A question arose in a macroeconomics forum that runs in my head. From an MMT lens a person in say New Zealand never needs to “get the SGD or resp. the USD” to buy goods from Singapore resp. USA. A good proof might be PayPal. All that happens is that behind the scenes a forex swap transaction is made, and the PayPal user is charged a few (does not get 100% of the donors $ amount wired via PayPal.)

Q.1 How does PayPal handle these swaps?

Both,
(a) When I purchase foreign goods using PayPal?
(b) When I transfer a paypal amount to my domestic bank account?

Q.2 Obviously state departments do not use paypal, what then?

State departments will often purchase foreign goods, (say NZ government purchases Toyota EV cars from Japan for a parliamentary driver fleet). In these cases the purchase orders can be significant amounts, and so a tiny inflation pass-through effect could acrue — since the NZ government is normally not selling goods to get the foreign currency as a reserve balance at the foreign central bank.

The NZ government might not even have an account at a foreign central bank, and international payments sometimes could just go through commercial banks in the respective countries via SWIFT or these days even BRICS.

But is this source of inflation pass-through ever truly significant?
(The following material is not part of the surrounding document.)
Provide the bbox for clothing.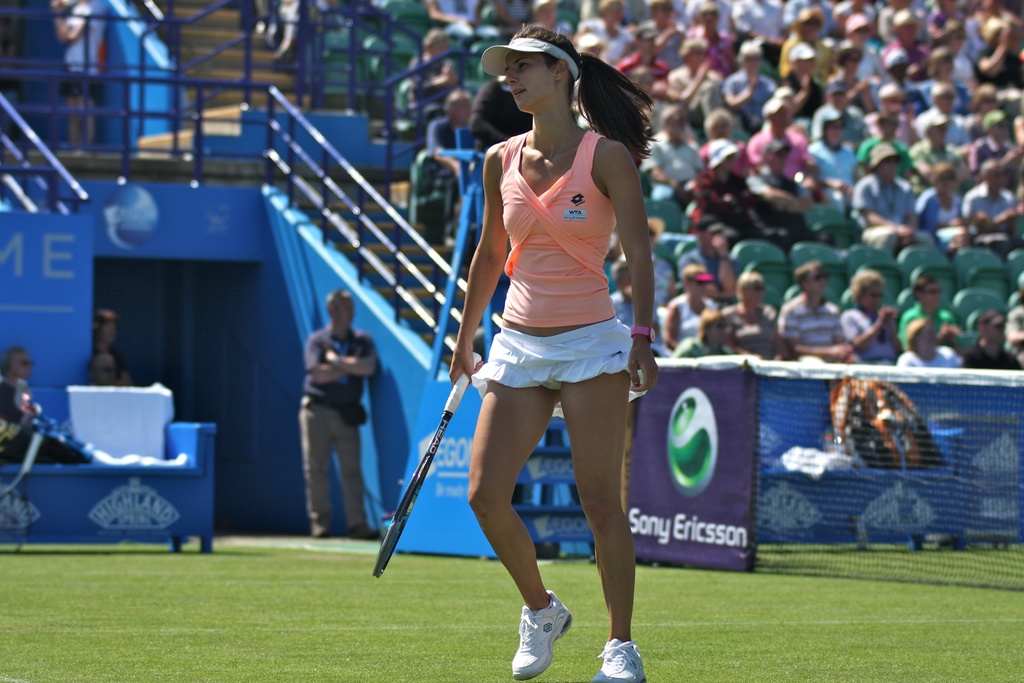
crop(291, 322, 383, 529).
Is it even measurable above forex trade noise levels? (A big driver of forex rates of change being the speculative trading itself, not “economic fundamentals.”)

A Few Answers

I do not get these answers from the RBNZ or FOIA requests, I can’t be bothered, these are just my “As It Could Be” Dirtbag MMT takes. I am far more interested in what can happen, not what does happen, and especially not what some brain-dead (aka. neoliberally indoctrinated) officials say happens. Still, i think operationally this is basically what does happen.
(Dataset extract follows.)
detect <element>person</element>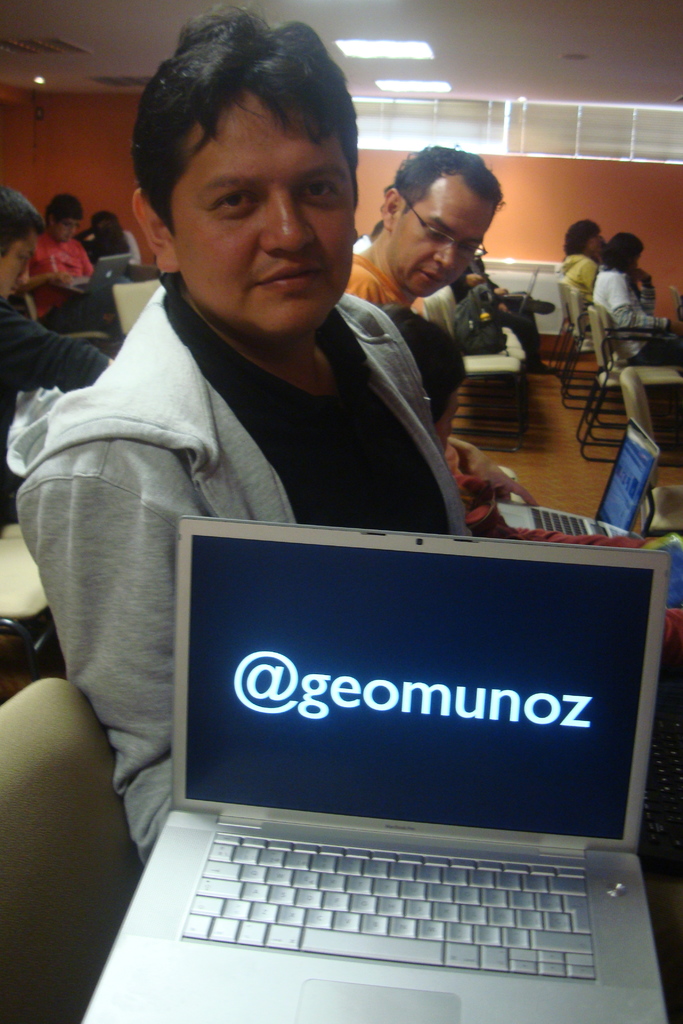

A PayPal user never directly “gets the foreign currency”; PayPal and the banking system intermediate via FX conversion at marked‑up wholesale rates, and at the macro level NZ’s import‑price pass‑through from exchange rates is measurable but generally modest and treated as transitory by the RBNZ.

Q1. PayPal FX mechanics

(a) Paying for foreign goods

PayPal gets wholesale FX quotes from its banking partners (essentially interbank rates) a few times per day and then puts a spread (typically around 3–4%) on top to create its retail rate.[4][5][1]

  • When you pay a Singaporean or US seller from a NZD‑based account, PayPal debits your balance/card in NZD, converts at that internal rate, credits the seller in their chosen currency, and keeps the spread plus any cross‑border/merchant fee; you never hold SGD or USD yourself.[6][7][1]
  • The “swap” here is not a central‑bank swap line but plain retail FX: PayPal (or its partner bank) is long one currency and short another, hedging its net exposure in the professional FX market while offering you a bundled payment+FX service.[1][4]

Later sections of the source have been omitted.